Saunders: Tech geeks should leave diversity issues to HR

Employees at tech firm who were pushing equity issues left a rift and departures in their wake.

By Debra J. Saunders / syndicated columnist

The same tactics used to suppress dissent in academia — with the goal of making colleges “safe spaces” that feel “welcoming” to snowflakes — have graduated to the tech world.

Fortunately, rather than let activists do to their startups what they did to academia, some CEOs are fighting back.

This episode begins when a new employee at Basecamp, a Chicago-based software firm, formed a diversity, equity and inclusion (DEI, as it is known) committee to improve workplace diversity.

In short order, the atmosphere at Basecamp became so toxic that management told staff to stop pushing their politics at work.

“No more societal and political discussions on our company Basecamp account,” CEO Jason Fried announced in a blog post. “It’s a major distraction. It saps our energy, and redirects our dialogue toward dark places.”

The Verge’s Casey Newton reported that a third of Basecamp’s roughly 58 employees planned to quit.

The committee then went back in time; to a list started more than a decade ago by customer service workers who found some client names funny. They were the kinds of names, like Mike Rotch, a Basecamper told Newton, that Bart Simpson might use to make prank calls.

Some names were American or European; others were Asian or African. “What once had felt like an innocent way to blow off steam, amid the ongoing cultural reckoning over speech and corporate responsibility, increasingly looked inappropriate, and often racist,” Newton wrote.

The DEI crew demanded a reckoning. Two employees posted an apology for their contribution to the list; it came with an image of the Anti-Defamation League “pyramid of hate” which illustrates how unchecked, biased behavior, including insensitive remarks, can lead to violence, even genocide.

I guess you had to be there, because in the real world a moldy list of names a 13-year-old would find funny does not belong on the same page as mass murder. Period.

From what I’ve seen in the tech world, there’s no shortage of swaggering men who might benefit from being taken down a notch or two, and many of these shops could use different voices. But you don’t make your office “welcoming” by shaming your colleagues for a lame old prank. It makes it look as if you cannot find real injustice.

Having done the right thing but spooked by the publicity, Fried called an all-hands meeting on Zoom and apologized for mangling the rollout.

Big mistake. On the call, head of strategy Ryan Singer challenged a DEI booster’s assertion that we live in a white supremacist culture. Singer promptly was suspended and put under investigation.

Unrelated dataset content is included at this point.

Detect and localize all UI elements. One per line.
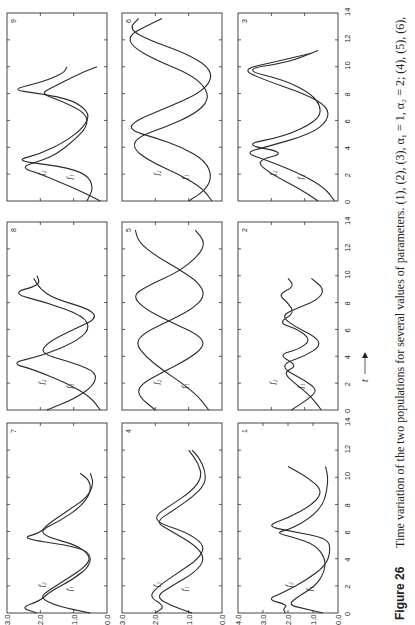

Later, Singer resigned; probably because he didn’t want to work in a place where you can’t say America isn’t all a racist country. By that standard, Vice President Kamala Harris couldn’t work at Basecamp.

Irony is dead. The diversity mob kicked out the one guy who thinks differently. They don’t want diversity. They want people who may look different but think just like them.

So, kudos to Basecamp for announcing it will return DEI to human resources, where it belongs. Amateur hour is over.

Some who participated in the call told Newton they were so upset that they were crying and screaming at their screens.

I could go on about how coddled tech workers make more money than waitresses and enjoy benefits not seen on the factory floor; so, yes, they look a tad out of touch with the proletariat on this one.

No doubt they meant well and started with legitimate goals about improving the workforce. But then it turned ugly. When adults tried to explain how grown-ups work, they proclaimed themselves as victims.

From the outside, they look crybabies.

Maybe Basecamp is not the place for them. But if they are truly interested in working in a melting pot with people from different backgrounds and levels of education, if they seek a place committed to helping ethnic minorities and women move up the ladder, then they’ve had the answer before them all this time. They can join the military.

Recruiters are very “welcoming.” And they might even grow up.